With Rebel Falls, Tim Wendel takes us to late summer of 1864. The Civil War rages on. Sherman is marching on Atlanta, while the armies of Grant and Lee battle across Virginia. In the North, war-weariness has made Lincoln's bid for reelection seem doubtful. As the fate of the nation conceived in Liberty hangs in the balance, Confederate agents gather in Niagara Falls to plan one last audacious maneuver to turn the tide of the conflict.
Rory Chase, a capable yet haunted young woman eager to contribute to the Union cause, accepts a mission from the Secretary of State, William Seward, to travel to Niagara Falls and prevent two rebel spies, John Yates Beall and Bennet Burley, from seizing the U.S.S. Michigan on Lake Erie and bombarding Buffalo, Cleveland, and other northern cities to sow fear and disorder ahead of the upcoming election. To succeed, Rory must gain the rebel spies' trust and, with the help of the Underground Railroad network still operating out of the elegant Cataract House hotel overlooking the Falls, foil their desperate gambit. But can she maintain the pretense of being a Confederate sympathizer long enough to unravel Beall and Burley's ingenious plot?
With actual events underpinning the tumultuous story in Rebel Falls, a forgotten chapter in the history of the Civil War is revealed. Far from frontlines, Wendel's exciting, character-driven narrative about a consequential struggle in the shadow of Niagara Falls' dramatic beauty is gripping from start to finish.
Going as far back as the mid-nineteenth century, to the early days of Cuban baseball, Wendel traces the spread of American baseball fever in the Caribbean and Mexico; discusses lesser-known historical standouts, including Adolfo Luque and Martin Dihigo; and describes the days when only light-skinned Latinos wereallowed to participate in Major League competition as well as the linguistic barrier many Latinos faced when playing on teams with English only rules.
Featuring interviews with Latino superstars past and present; a foreword by Bob Costas; the first-ever-published Latino All-Century Team, featuring players selected by Omar Minaya; and photos taken by award-winning Sports Illustrated photographer Victor Baldizon, The New Face of Baseball helps fans of America's favorite pastime to understand the history of those who bring hope and honor every season to the teams they have given their lives to, and the Hispanic culture that, if allowed, can lie hidden and unnoticed under a team jersey.
When Eric Wendel was diagnosed with acute lymphoblastic leukemia in 1966, the survival rate was 10 percent. Today, it is 90 percent. Even as politicians call for a Cancer Moonshot, this accomplishment remains a pinnacle in cancer research.
The author's daughter, then a medical student at Georgetown Medical School, told her father about this amazing success story. Tim Wendel soon discovered that many of the doctors at the forefront of this effort cared for his brother at Roswell Park in Buffalo, New York. Wendel went in search of this extraordinary group, interviewing Lucius Sinks, James Holland, Donald Pinkel, and others in the field. If there were a Mount Rushmore for cancer research, they would be on it.
Despite being ostracized by their medical peers, these doctors developed modern-day chemotherapy practices and invented the blood centrifuge machine, helping thousands of children live longer lives. Part family memoir and part medical narrative, Cancer Crossings explores how the Wendel family found the courage to move ahead with their lives. They learned to sail on Lake Ontario, cruising across miles of open water together, even as the campaign against cancer changed their lives forever.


_What the task requires_
In how many lines of the records below does the word "small" appear? Answer with the number alone.

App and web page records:

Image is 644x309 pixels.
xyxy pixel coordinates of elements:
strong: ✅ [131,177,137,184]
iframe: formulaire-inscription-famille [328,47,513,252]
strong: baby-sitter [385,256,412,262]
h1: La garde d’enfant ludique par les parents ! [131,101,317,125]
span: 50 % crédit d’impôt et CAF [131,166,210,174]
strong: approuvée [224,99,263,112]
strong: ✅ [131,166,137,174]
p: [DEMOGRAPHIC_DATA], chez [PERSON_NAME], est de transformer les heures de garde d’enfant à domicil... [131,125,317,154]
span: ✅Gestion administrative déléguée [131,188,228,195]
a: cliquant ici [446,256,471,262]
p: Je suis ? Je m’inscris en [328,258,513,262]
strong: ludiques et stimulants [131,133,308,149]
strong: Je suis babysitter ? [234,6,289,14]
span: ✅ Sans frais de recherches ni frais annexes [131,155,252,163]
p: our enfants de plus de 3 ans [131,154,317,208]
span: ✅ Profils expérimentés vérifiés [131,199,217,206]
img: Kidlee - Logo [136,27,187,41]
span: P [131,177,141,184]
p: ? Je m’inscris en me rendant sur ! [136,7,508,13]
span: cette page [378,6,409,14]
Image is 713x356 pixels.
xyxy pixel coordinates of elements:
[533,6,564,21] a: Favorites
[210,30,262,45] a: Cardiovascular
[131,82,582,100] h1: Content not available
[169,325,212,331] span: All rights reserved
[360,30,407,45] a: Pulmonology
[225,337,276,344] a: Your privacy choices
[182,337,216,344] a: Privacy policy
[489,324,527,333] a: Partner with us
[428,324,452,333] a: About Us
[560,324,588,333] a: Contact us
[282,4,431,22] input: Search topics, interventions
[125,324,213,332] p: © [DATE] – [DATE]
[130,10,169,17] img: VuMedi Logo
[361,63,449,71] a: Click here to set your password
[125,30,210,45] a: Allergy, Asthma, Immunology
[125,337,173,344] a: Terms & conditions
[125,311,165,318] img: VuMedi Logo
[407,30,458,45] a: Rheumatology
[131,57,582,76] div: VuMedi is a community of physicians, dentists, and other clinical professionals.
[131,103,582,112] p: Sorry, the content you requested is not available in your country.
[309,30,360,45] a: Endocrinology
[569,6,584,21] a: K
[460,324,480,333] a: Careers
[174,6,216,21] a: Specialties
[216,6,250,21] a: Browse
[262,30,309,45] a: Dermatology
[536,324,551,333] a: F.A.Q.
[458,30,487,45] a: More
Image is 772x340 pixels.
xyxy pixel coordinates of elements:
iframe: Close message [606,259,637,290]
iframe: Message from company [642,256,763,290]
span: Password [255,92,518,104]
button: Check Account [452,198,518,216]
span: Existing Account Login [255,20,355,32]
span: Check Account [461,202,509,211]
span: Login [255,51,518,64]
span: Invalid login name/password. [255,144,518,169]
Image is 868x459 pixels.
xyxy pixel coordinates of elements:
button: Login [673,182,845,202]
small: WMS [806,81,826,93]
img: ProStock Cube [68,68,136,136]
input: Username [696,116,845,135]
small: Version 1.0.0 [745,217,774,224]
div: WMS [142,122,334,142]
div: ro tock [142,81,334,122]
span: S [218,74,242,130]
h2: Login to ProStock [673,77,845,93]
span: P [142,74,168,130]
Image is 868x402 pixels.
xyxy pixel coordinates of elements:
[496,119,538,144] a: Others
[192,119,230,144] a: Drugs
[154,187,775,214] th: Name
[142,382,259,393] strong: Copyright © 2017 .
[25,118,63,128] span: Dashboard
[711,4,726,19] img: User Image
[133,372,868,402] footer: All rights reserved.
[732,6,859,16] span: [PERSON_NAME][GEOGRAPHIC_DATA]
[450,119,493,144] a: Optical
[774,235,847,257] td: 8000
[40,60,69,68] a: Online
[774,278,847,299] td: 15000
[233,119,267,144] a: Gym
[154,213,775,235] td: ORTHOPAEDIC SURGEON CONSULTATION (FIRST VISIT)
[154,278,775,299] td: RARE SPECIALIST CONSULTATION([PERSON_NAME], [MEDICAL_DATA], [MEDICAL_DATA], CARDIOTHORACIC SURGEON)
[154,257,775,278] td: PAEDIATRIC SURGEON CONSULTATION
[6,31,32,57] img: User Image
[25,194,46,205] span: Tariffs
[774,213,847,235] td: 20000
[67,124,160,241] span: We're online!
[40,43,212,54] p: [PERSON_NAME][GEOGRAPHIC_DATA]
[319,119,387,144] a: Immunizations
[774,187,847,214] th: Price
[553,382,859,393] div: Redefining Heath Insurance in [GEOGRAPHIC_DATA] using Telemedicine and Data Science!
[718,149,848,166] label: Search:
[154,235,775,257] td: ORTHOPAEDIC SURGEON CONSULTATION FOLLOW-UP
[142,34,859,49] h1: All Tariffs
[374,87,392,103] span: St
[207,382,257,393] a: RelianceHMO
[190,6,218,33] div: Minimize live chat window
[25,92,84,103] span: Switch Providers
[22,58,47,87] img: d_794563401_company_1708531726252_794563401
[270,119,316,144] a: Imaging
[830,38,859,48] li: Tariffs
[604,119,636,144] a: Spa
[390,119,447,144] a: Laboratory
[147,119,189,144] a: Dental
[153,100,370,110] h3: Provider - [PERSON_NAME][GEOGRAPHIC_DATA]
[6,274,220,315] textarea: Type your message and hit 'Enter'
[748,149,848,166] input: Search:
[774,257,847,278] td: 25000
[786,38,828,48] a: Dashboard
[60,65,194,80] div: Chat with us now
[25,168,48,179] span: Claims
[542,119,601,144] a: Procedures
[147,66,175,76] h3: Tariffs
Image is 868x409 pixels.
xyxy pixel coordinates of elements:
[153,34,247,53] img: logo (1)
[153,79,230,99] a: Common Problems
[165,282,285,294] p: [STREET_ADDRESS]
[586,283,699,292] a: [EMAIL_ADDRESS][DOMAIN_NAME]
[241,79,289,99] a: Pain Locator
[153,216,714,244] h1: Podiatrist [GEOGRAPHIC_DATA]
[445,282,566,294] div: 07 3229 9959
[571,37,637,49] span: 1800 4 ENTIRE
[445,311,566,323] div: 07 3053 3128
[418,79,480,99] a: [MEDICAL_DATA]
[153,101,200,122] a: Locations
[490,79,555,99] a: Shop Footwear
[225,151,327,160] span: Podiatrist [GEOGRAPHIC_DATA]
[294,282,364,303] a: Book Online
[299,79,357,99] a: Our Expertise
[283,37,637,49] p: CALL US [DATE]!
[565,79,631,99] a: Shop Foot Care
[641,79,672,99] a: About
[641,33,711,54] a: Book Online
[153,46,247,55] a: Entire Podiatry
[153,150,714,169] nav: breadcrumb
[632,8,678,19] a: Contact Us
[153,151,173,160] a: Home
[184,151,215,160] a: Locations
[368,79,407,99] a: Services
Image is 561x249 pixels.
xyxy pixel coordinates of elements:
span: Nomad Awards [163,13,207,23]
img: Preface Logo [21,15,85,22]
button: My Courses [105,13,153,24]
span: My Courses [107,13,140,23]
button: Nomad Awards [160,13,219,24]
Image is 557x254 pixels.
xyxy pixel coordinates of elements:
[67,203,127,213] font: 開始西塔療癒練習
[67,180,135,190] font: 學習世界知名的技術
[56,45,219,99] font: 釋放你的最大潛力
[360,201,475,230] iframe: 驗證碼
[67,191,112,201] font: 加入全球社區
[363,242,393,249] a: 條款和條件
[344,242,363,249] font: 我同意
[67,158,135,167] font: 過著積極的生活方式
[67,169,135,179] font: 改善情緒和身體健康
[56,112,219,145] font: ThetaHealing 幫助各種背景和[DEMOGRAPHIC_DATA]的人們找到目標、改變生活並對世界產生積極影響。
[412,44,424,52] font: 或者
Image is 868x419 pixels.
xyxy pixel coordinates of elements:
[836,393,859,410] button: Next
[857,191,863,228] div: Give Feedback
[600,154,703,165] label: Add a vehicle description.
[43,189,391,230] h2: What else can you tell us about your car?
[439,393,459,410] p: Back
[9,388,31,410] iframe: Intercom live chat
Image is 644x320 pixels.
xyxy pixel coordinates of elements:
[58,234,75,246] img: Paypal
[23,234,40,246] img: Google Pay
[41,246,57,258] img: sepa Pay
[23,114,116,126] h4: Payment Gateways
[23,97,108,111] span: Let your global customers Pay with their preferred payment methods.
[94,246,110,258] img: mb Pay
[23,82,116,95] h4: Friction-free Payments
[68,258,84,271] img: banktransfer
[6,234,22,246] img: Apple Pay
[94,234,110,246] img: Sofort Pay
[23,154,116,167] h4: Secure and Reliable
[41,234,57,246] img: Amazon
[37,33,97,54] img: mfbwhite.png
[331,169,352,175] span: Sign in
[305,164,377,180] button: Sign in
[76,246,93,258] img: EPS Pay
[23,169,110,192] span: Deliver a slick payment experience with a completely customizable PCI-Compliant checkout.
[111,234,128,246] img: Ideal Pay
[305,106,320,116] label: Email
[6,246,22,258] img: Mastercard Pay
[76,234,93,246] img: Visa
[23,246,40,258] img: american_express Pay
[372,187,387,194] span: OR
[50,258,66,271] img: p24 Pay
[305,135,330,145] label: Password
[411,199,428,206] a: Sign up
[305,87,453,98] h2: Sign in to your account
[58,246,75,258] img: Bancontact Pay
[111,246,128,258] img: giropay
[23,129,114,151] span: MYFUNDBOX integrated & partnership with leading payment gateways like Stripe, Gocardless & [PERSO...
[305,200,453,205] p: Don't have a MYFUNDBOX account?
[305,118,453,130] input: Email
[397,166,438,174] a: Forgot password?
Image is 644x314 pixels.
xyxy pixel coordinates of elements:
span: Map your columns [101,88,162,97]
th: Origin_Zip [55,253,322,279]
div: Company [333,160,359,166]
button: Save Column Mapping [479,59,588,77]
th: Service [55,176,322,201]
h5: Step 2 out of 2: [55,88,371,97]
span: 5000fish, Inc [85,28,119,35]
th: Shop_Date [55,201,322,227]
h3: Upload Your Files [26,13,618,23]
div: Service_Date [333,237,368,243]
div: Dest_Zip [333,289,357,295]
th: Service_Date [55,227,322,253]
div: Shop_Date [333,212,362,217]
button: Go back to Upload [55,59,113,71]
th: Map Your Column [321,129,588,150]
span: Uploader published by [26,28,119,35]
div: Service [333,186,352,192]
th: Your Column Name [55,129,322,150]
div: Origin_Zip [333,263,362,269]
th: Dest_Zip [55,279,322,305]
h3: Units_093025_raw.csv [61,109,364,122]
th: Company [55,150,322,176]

_Your solution_
2